Greg Bell asked;
Does anybody really believe all the complaints about the M-4's reliability (as reported in Military-week and Defense Weekly, etc) are really all exaggerations? There seems to be a real problem, and I would rather try to cut weight elsewhere if at all possible. My God, if there is one thing that has to work it is your rifle.
Yes, they are all exaggerations. They don't match up with my own personal experience or that of most other career soldiers and Marines I know. Military Week and Defense Week are
not official DOD publications. Articles like that are controversial and sell magazines. They also may be motivated by advertisers just like a lot of mainstream gunrags are.
The internet has also allowed the Army to rapidly disseminate After Action Reviews and other important information throughout the force. I have seen
no official AARs or other reports from operations in Afghanistan, the Phillipines or Iraq that identify and point out any reliability problems with any of our current small arms except the M9 pistol and the M203 grenade launcher. Problems with the M9 seem to be limited to the magazines and problems with the M203 are related to the strength of the barrel latch and it's durability when firing a high number of 40mm illumination rounds.
If there were serious reliability problems with the M4, they would have been identified in these official reports. The Army Center For Lessons Learned gets these reports posted as soon as they are available. The Infantry School at Ft. Benning also gets them posted quicky. You need an AKO account, (must be active duty, reserve or guard or retired) to access the reports on the CALL website, but the Infantry School posts some where everyone can read them on theirs:
http://www-benning.army.mil/infantry/index.asp
The only place I hear of unsatisfactory perfomance of the M4/M16 is on internet boards, in the commercial military press and and in the mainstream gun rags. There are plenty of members here who have a lot of experience with this weapon. Personally, I have used the M16 in every climate from the arctic to the desert. It doesn't require a sterile battlefield, in fact you'd be surprised how much dirt and filth it does take to make it stop. The magazines are a weak point, but the new HK mag seems to have fixed that. It's not that big a deal to the soldier or Marine who just DXs a bad magazine anyway.
Two pounds is a lot of weight to add to the system. We're not going to give up the AIMSS accessories, because those things we hang all over our M4s and M16A4s are the very things that allow us to own the night and engage the enemy with accurate fire in the dark, almost as if it was daylight.
The M4/M16 will always be hated by a segment of the shooting community. In their eyes it's not the right caliber, it's got a direct impingment gas system, it's made out of plastic and aluminum and everyone knows real guns are wood and steel etc. etc. But the soldiers and Marines who take it in harms way don't hate it. The complaints from the end users aren't there. echosixmike, Blackhawk6, OEF-Vet, Chindo18Z all have current verifiable experience and if you do a search on their posts on this subject you'll find the same answers I'm giving.
I think HKs new upper is just a pretty neat toy. If they sold them at a reasonable price, I'd buy one to play with. Probably be pretty happy with it too. But I don't think that the Army and Marines need it or want it.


*EXERCISE AIM:*
Find the line containing "Image dimensions: 768x1024." in the records below. Copy exactly that line and each one after it, ending at the line containing "Show me <item>man</item>.", and nothing more.

*TASK INPUT:*
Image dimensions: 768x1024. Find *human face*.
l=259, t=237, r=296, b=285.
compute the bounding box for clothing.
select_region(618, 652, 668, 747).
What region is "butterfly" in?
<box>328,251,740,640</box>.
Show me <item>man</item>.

---

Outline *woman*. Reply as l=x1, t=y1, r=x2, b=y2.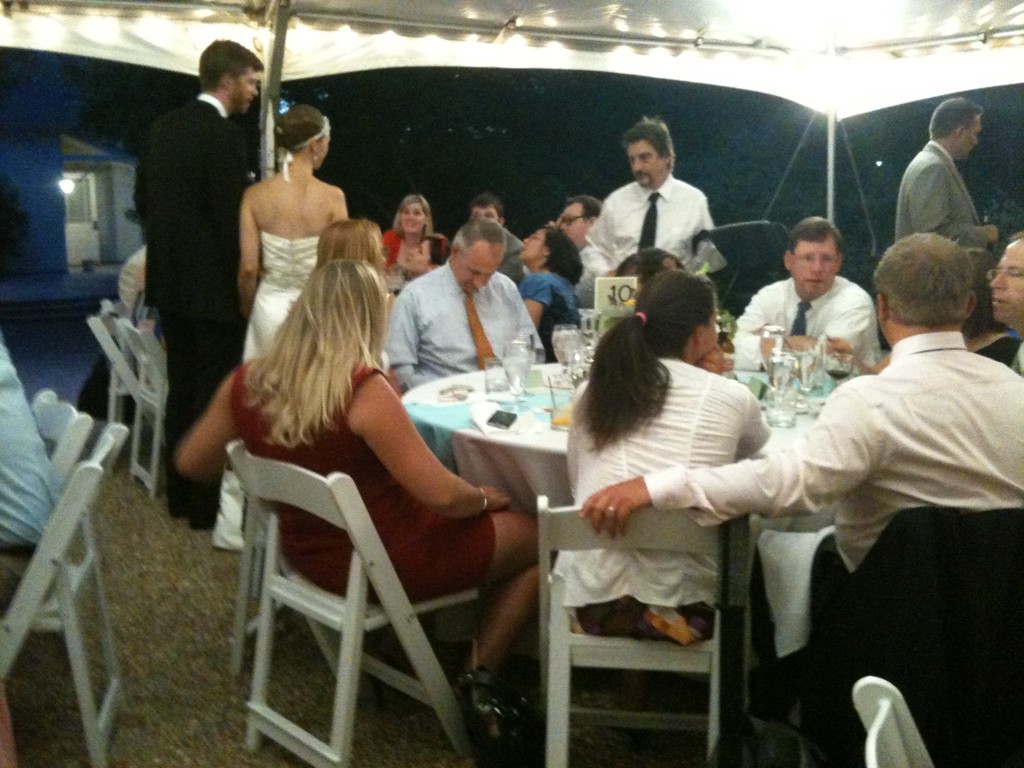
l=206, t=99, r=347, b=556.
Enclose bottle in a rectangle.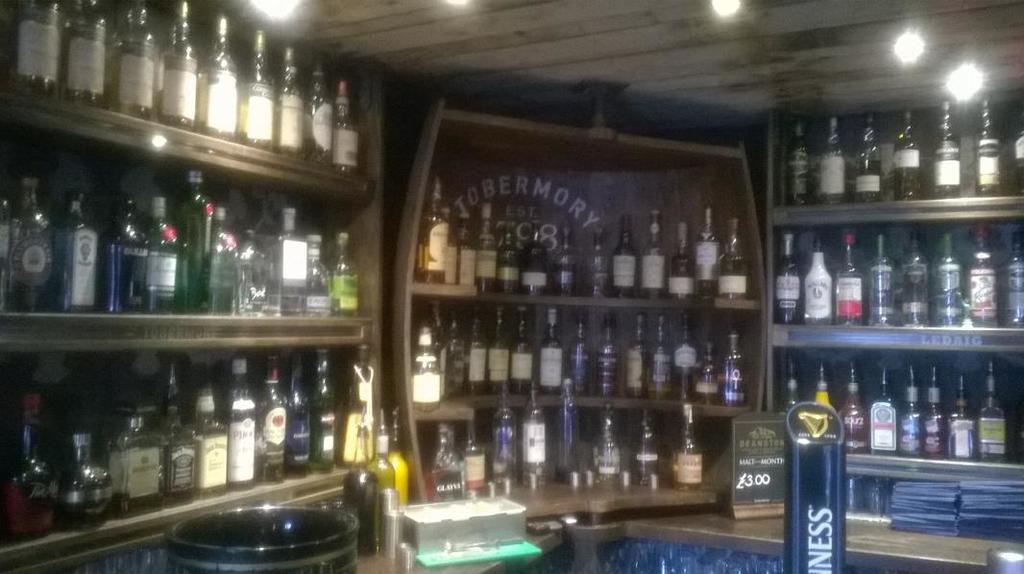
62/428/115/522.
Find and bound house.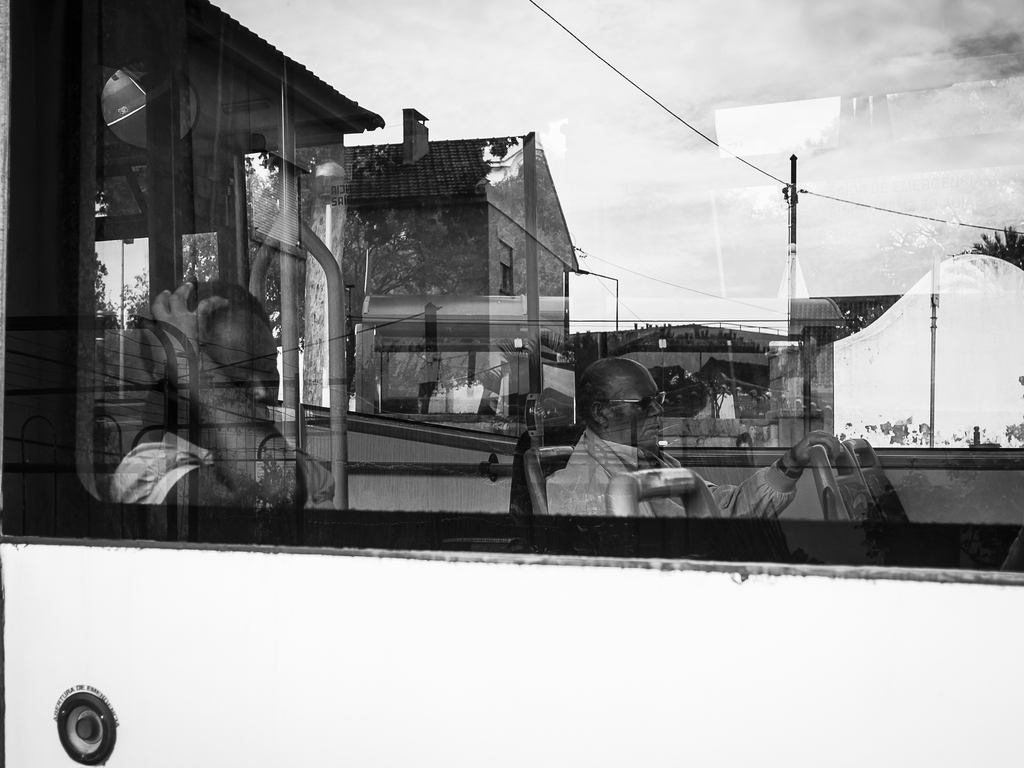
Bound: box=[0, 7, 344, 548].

---

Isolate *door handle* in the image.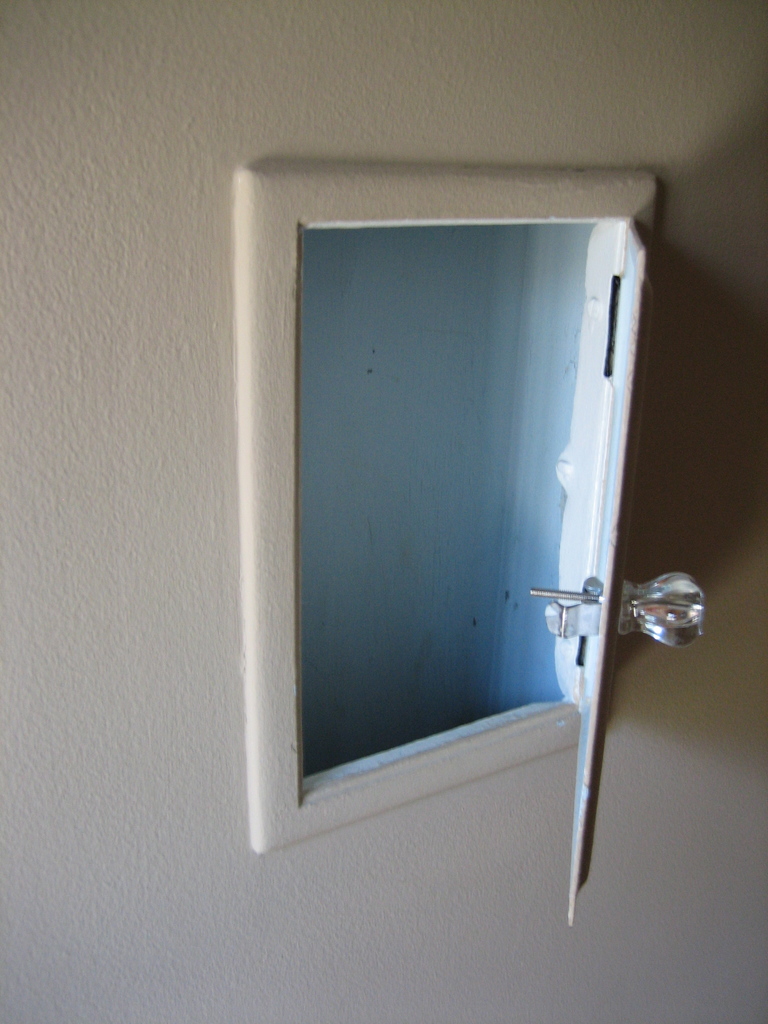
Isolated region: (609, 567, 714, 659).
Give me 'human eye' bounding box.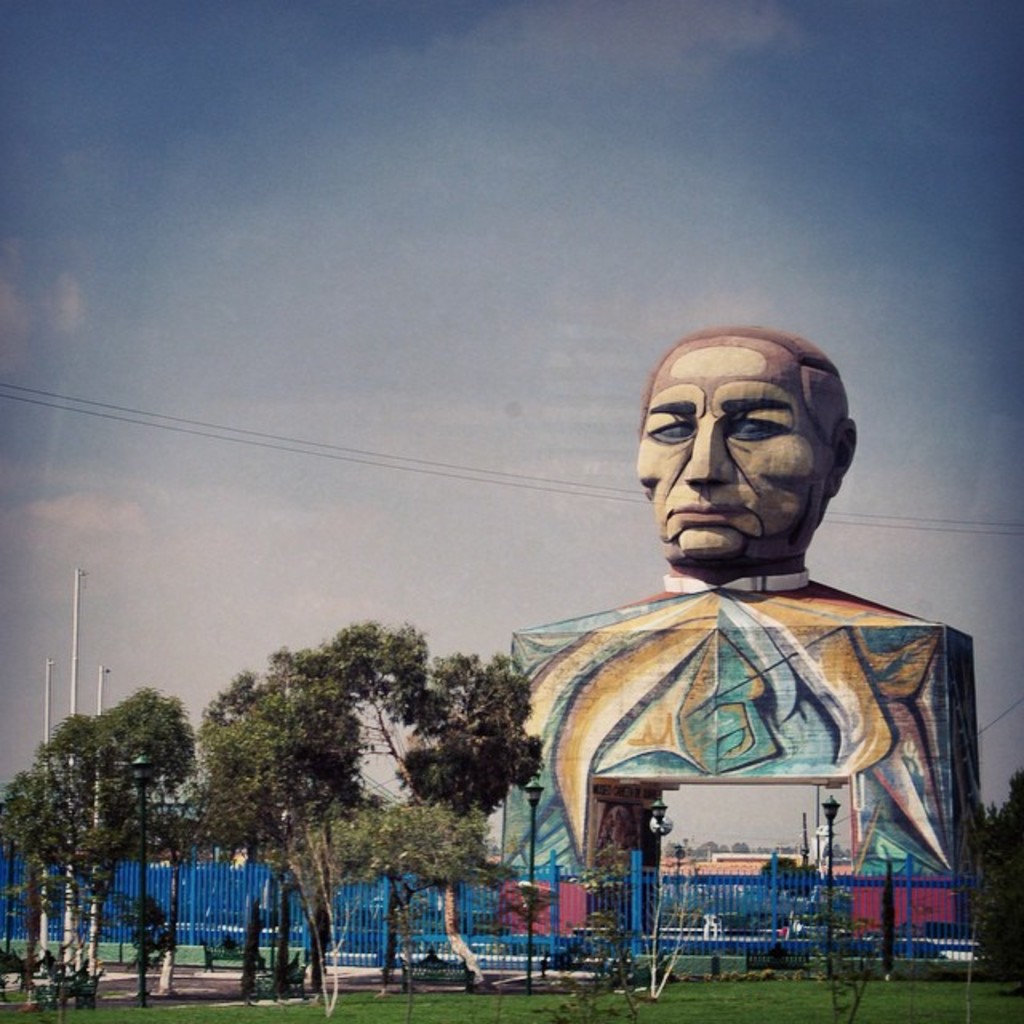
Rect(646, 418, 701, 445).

*SOLUTION FOR THIS TASK:*
Image dimensions: 768x1024. Find *human face*.
l=259, t=237, r=296, b=285.
compute the bounding box for clothing.
select_region(618, 652, 668, 747).
What region is "butterfly" in?
<box>328,251,740,640</box>.
Show me <item>man</item>.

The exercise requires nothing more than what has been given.